We have egg-laying chickens at our set of New Brunswick, NJ community gardens. We give most of these tasty, deeply orange-yolked eggs to gardeners who perform extra tasks to keep our sizable common areas looking good. I also pass, to non-gardeners/strangers, some free eggs between strands of barbed wire atop the six-foot-high chain-link fence that separates our garden from a park in a low-income neighborhood where characteristically urban stuff occurs. Several times/week, I go to the park to maintain the city’s separate gardens there, or to play basketball.
Two days ago, we had 21 chickens. These included five new, ten-week-old chickens that I just bought with Substack subscription-derived funds. The new ones, called pullets, were half the size of the hens and were cute, still growing and had bright, egg-laying futures. Laying takes up only a small part of hens’ days. We let them roam, eat grass, bugs and worms. and scratch and luxuriate in the dirt. They love doing all that.
This morning, when I arrived in the rain, I found all five pullets dead, their throats cut. I had found another massacre the morning before. Four of our full-size laying hens had their heads severed. A day before that, I had given away one four-year old—beyond laying age—chicken to one of our gardeners, who made soup from it. This is part of normal flock management. There are four times as many chickens, than humans, on Earth. And the average commercial broiler chicken lives six weeks. Four years is a comparatively long chicken life.
Hence, today, we have only eleven chickens, ten fewer than we did two days earlier. The sudden loss of nine layers—current and near future—sucks eggs. They weren’t killed for food. They were slaughtered and beheaded gratuitously, for bloodlust.
I again offer sincere thanks to all those who have supported my work by pledging recently. I was pleased to use some of that money to buy the pullets that were just killed. Now I’ll have to replace them and I have the funds to do that. But it still bothers me that, after seven years without any hen killings, we lost half of our flock in two nights. I feel bad for the hens and pullets who died prematurely. They missed out on eating so many bugs and laying in so much dirt. Living large.
Yesterday, I also thought about providing free Substack content. When I wrote last week about continuing to make posts available free to non-supporters, one reader responded that a “A free press must be free.”
This commenter probably thought that, by turning a phrase, he was saying something clever and true. But pop singers turn phrases all the time. Anyone who takes advice from pop lyrics will live dysfunctionally and miserably, especially in their love lives. Some of the rap I hear coming from the park also contains some messages that would be much better ignored; only these messages are too loud, angry and profane to ignore. Just because something feels good to say doesn’t mean it expresses wisdom.
The “free press” comment, and the sense of entitlement it reflected, bothered me. I feel driven to write about Coronamania; it’s been a terrible scam and those of us who saw this shouldn’t “just let it go.” But intrinsic motivation aside, writing takes work, and constructive work deserves respect. Former Treasury Secretary William Simon said, “Americans cast billions of votes each day and their ballots are dollars.” People should be willing to support, with dollars, what they say they support.
I know that not everyone can afford to support all of the writers whose work they find worth reading. So I’ll strike a balance. I’ll continue to post some stories that are available to all. But sometimes I’ll post for paid subscribers only. It seems fair that those who show their support are treated somewhat better. This is, after all, the USA.
In the same way that I distribute eggs at the gardens, I’ll provide more stories to those who actively support my writing. Given the hours I’ve put in over the past three years, I’ve been working for chickenfeed. Before last week, for even less than that.
I think that those who read my next post, on Friday, will like it. Throughout, I’ve tried to provide readable truth. And will continue to try.
Well said as usual! It turns out I've REALLY become cynical because I thought the perpetrators had been human until you revealed the source. I was relieved we haven't yet fallen that far.
Hi Mark,
As always this article was entertaining and informative.
Yes opossums are strange creatures. How many of their tiny babies can fit in a tablespoon?
When living in FL many moons ago, my very stout unwrinkled Shar Pei (Maya) liked to run ahead of me at night through the back alleys of Hollywood. One night I heard a skirmish and hustled up to discover a giant opossum had my dog’s neck locked in its jaws. Despite Maya’s frantic, ferocious efforts, the crazed critter would not release her. Realizing the gravity of the situation, I stopped a few feet away, took aim and let fly my best Lou Groza style kick to the midsection of the aggressor. The varmint let loose its grip, did three turbulent summersaults, popped onto its feet and started again after Maya, hissing with wicked teeth bared. I grabbed the dog, and we did a 180 out of there, figuring that was a no-win situation.
I’d hate to miss any of your paywalled writings so will have to “cut the neck” off someone else’s stack for which I currently pay. As you know, the cost of chicken feed adds up.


Task objective → From the first line to the last, restate every record word for word, leaving out the pictures.

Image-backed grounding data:

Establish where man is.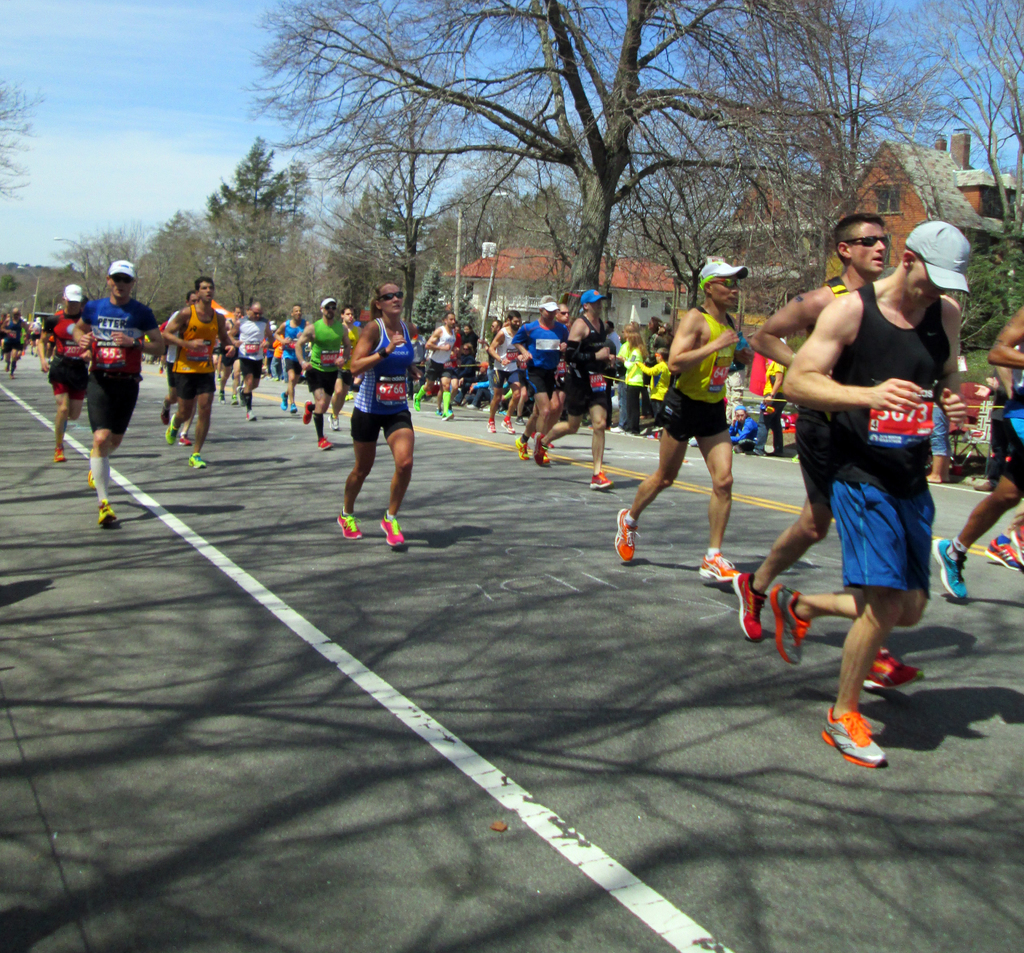
Established at left=513, top=294, right=567, bottom=464.
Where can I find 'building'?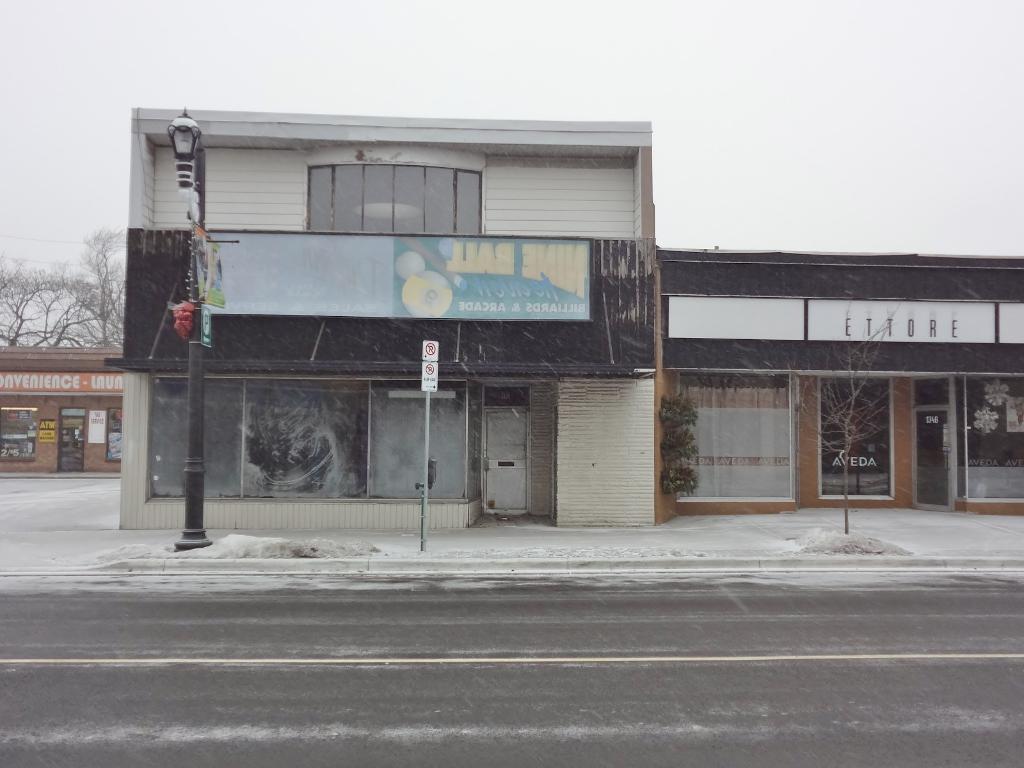
You can find it at [0,346,118,471].
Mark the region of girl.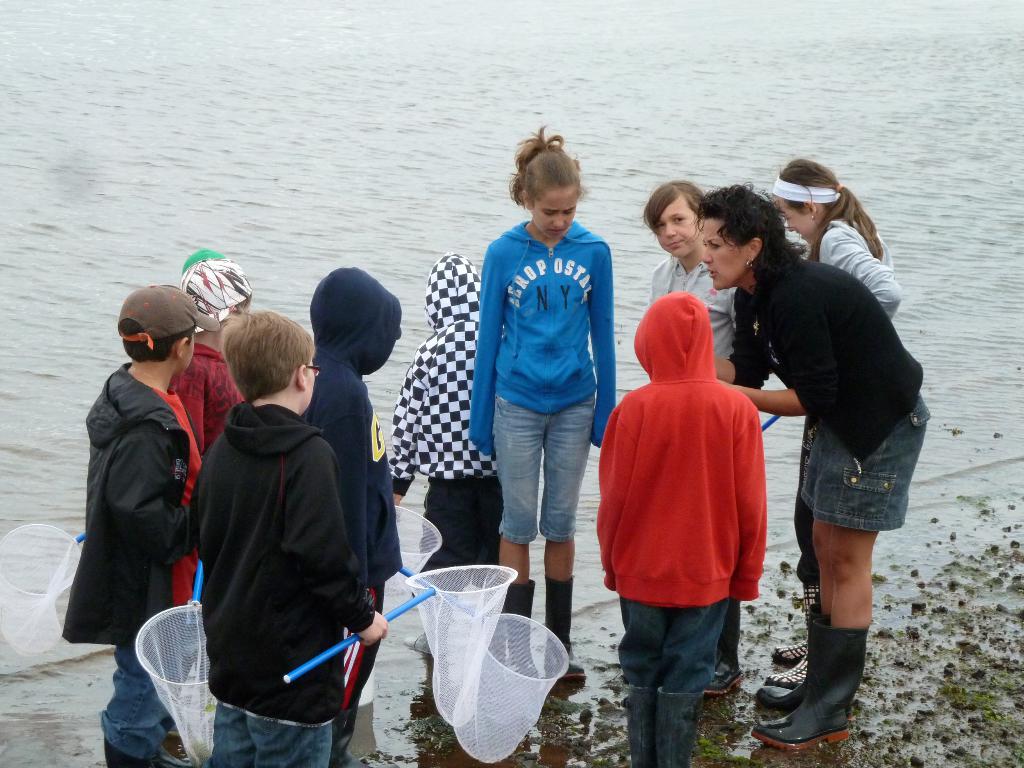
Region: box(469, 119, 618, 683).
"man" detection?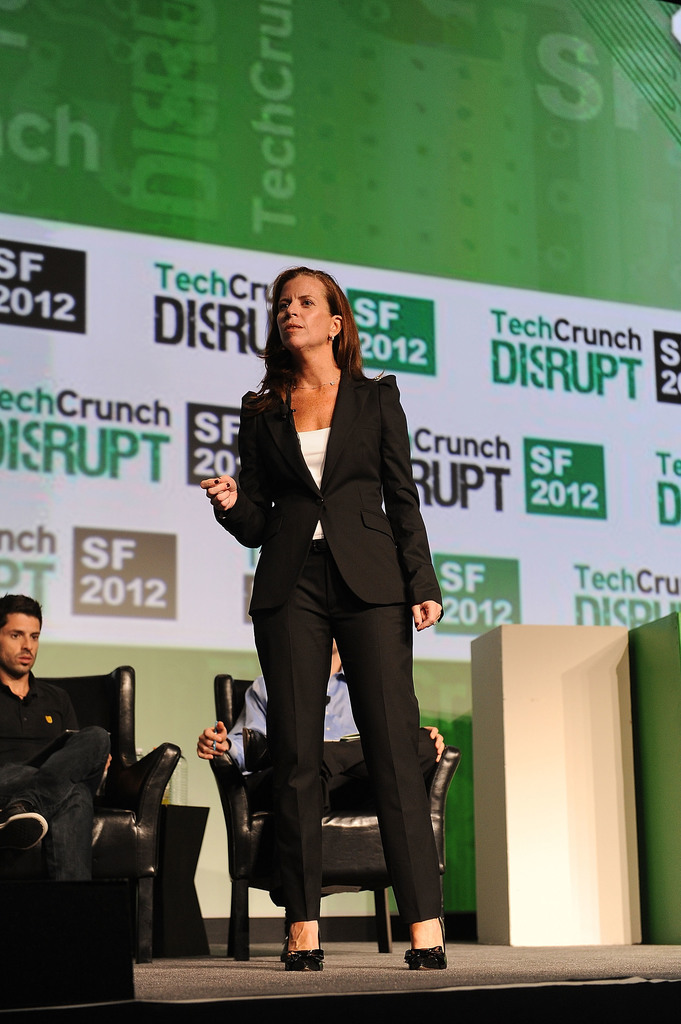
<bbox>0, 594, 106, 883</bbox>
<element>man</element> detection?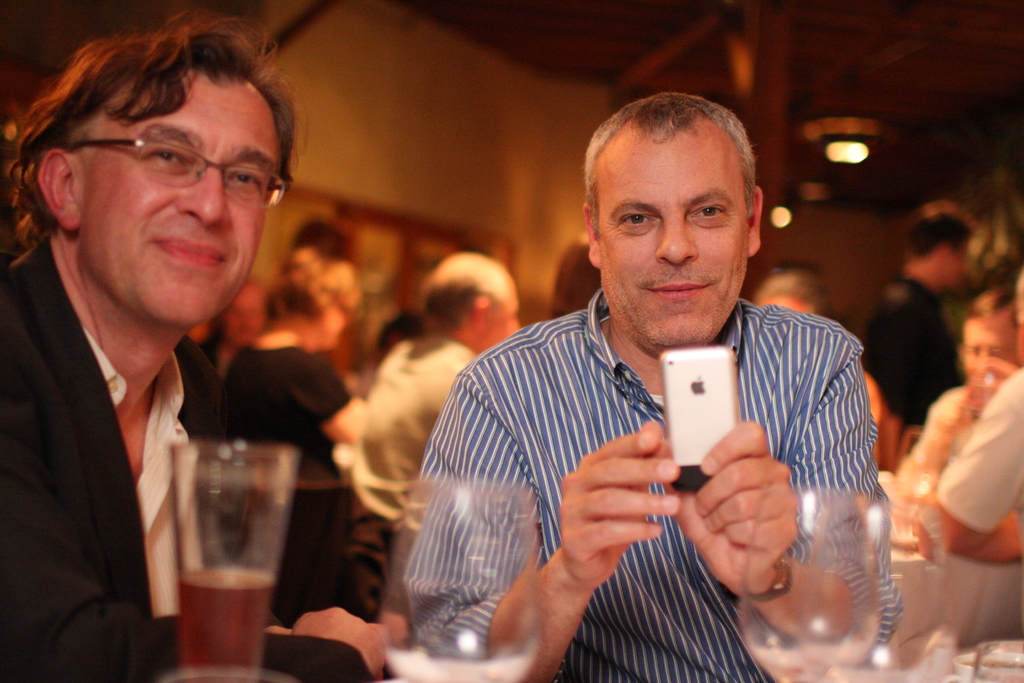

Task response →
Establish where man is.
Established at left=513, top=294, right=567, bottom=464.
Where can I find 'building'?
You can find it at [0,346,118,471].
Mark the region of girl.
Region: box(469, 119, 618, 683).
"man" detection?
<bbox>0, 594, 106, 883</bbox>
<element>man</element> detection?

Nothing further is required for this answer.